One of the things that is so well-loved about stories like Cinderella and similar fairy tales is the rags-to-riches trope. This…is not that. This is riches-to-greater-riches, and then an insulting poem! Here’s what happened.
The Bride, The Groom, and The Jewels
On October 13, 1859, 18-year-old Frances Amelia Bartlett married 55-year-old Cuban planter Don Esteban Santa Cruz de Oviedo.
Oviedo was worth $135 million in today’s money, and he’d gifted Miss Bartlett many valuable things, including, infamously, 75 robes (dresses). Miss Bartlett was described as, quite literally, the belle of the ball in many places. The New York Times reported their wedding as “an epoch in our social history.”
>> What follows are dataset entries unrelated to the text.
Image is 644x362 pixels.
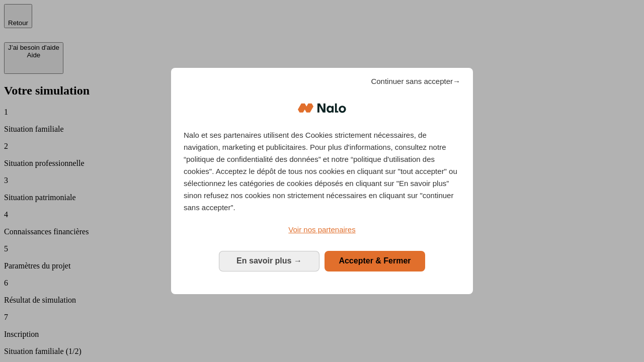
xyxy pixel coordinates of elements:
span: Accepter & Fermer [338,256,410,265]
span: En savoir plus → [236,256,302,265]
p: Nalo et ses partenaires utilisent des Cookies strictement nécessaires, de navigation, marketing e... [183,130,461,214]
a: Voir nos partenaires [183,224,461,236]
button: Accepter & Fermer: Accepter notre traitement des données et fermer [324,251,425,271]
div: Bienvenue chez Nalo Gestion du consentement [171,68,473,293]
img: Logo [297,93,347,123]
span: Continuer sans accepter→ [371,75,461,87]
button: En savoir plus: Configurer vos consentements [219,251,320,271]
span: Voir nos partenaires [288,225,355,233]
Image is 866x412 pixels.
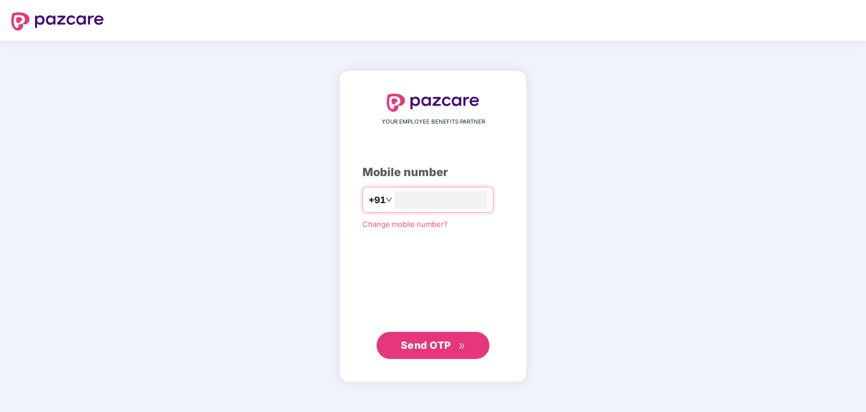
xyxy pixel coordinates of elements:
[363,164,504,181] div: Mobile number
[459,343,466,350] span: double-right
[401,339,451,351] span: Send OTP
[363,220,448,229] a: Change mobile number?
[382,117,485,126] span: YOUR EMPLOYEE BENEFITS PARTNER
[369,193,386,207] span: +91
[387,94,479,112] img: logo
[11,12,104,30] img: logo
[386,197,392,203] span: down
[377,332,490,359] button: Send OTPdouble-right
The New York Times also reported that on her wedding day, Miss Bartlett wore the following necklace: “four rows of shapely Orient pearls, looped into a festoon by one slight rib of gleaming diamonds, gathered into the likeness of a knot of love. From this knot depended a single pear-shaped pearl, dipped in diamonds of surpassing lustre and beauty.”
“The bride received a magnificent parure [suite of matching jewelry] created by Tiffany & Co. composed of pearls and diamonds unlike anything previously seen outside of the courts of Europe. Ball, Black & Co. also created elaborate jewels for the bridal trousseau.” (American Jewelry University)
Thousands lined the streets just to get a glimpse of Miss Bartlett’s beauty, apparently comparable to Empress Eugenie, never mind her incredible wedding attire. Her Paris dress is reported as being worth (in today’s money) $219,850, while her diamonds were worth about $3.6 million (today’s money).
The Poem that Started a Controversy
Enter the satirical poem “The Diamond Wedding”, published by The New York Tribune and written by Edmund Clarence Stedman. It’s very long, but a highlight of it is the following:
But now, True Love, you’re growing old—
Bought and sold, with silver and gold,
Like a house, or a horse and carriage![…]
I do not wish to disparage;
But every kiss Has a price for its bliss,
In the modern code of marriage.
Everyone knew who this poem referred to, and it was quite controversial.
A Duel for a Retraction
Unsurprisingly, Mr. Washington A. Bartlett, the bride’s father, demanded a retraction, since it directly insults his daughter. Guess what the suggested resolution was? Stedman offered to fight a duel against Bartlett. He declined because Stedman was below his station.
A Different Second Marriage
Here’s an interesting tidbit. Oviedo died 11 years (1870) after he and Miss Bartlett were married. In 1882 Miss Bartlett was remarried to baron and colonel Bodo von Glümer, and her wedding was unadorned, small, and she left her hair with gray streaks in it (admirable!).
Unfortunately the second marriage didn’t work out; Miss Bartlett got a divorce only 5 years later in 1887.
Thank you for reading! If you’re interest in the Victorian time period, check out my Victorian suspense and Victorian fantasy books and short stories.
Resources
Image: “The Diamond Wedding at St. Patrick’s Cathedral, October 13, 1859: Portraits of the bride in her superb bridal costume, the bridegroom and the bridesmaids”
- “The Diamond Wedding” by Edmund Clarence Stedman, originally published in The New York Tribune
- “From the Archives: The New York Times Sheds Light on a Rather Poetic 1859 ‘Diamond Wedding'”, Poetry Foundation
- “The Marriage of the Season”, The New York Times. October 4, 1859.
- “The Diamond Wedding Recalled”, The Queanbeyan Age. November 19, 1887.
- “American Jewelry: Part III”, Lang Antiques: American Jewelry University.